Chase passes by Kaczynski’s treachery and so avoids the burden of explaining it. Rather than an intellectual thug depriving people of hopes and plans, families and friends, Chase describes a misguided sophomore whose parents pushed him too hard to succeed.

The ideas that Chase identifies as significant to Kaczynski”such as the view that matters of morals are “emotive” rather than “rational””will not in themselves deprive their holder of emotions and hence of empathic appreciation for the suffering of others. Something more is needed to explain the absence of the capacity to participate in another’s feelings of anguish and dismay.

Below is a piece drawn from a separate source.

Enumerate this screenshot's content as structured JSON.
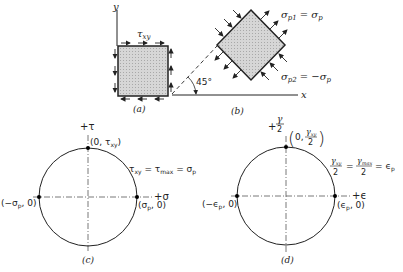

Here we face a common enough problem in the study of disordered behavior. If a person has no obvious mental illness”that is, no illness recognizable from identifiable symptoms and signs distinct from the behavior one is seeking to explain”then a much more elaborate study of the life, especially the interior life, of the perpetrator is required than the one Chase provides or can provide from the published record.

Given what we do know, a simple explanatory hypothesis for Kaczynski’s behavior would be the following. As an intellectually gifted but rather socially inept person, he learned from the nihilists and picked up some of the antitechnology culture in college. At the same time he ignored, probably from arrogance, much that helped other students keep their sense of proportion, even when mistreated by some of the more foolish Harvard faculty members (of which there are always some). Later, when he faced obstacles and resistances in such matters as his sexual life and professional attention, he indulged in ruminations on the past, baseless recriminations, and vicious daydreams, all in an isolated cabin removed from corrective interactions with other people. As we know from the coded journal found in his cabin, Kaczynski’s reflections and reckonings led, inexorably, to the corruption of his character.

In “The Stare’s Nest by My Window,” W. B. Yeats described this human potential for self-corruption more clearly than anyone: “We had fed the heart on fantasies, the heart’s grown brutal from the fare; More substance in our enmities than in our love.” Once one recognizes that the villainy of Kaczynski’s behavior, and not the ideas in his “manifesto,” is what needs to be explained, the belief that a pathological antitechnology culture at Harvard in the 1950s turned an upstanding, bright, socially vulnerable student into a vicious killer is simply absurd.

Paul McHugh is former Psychiatrist-in-Chief at Johns Hopkins Hospital.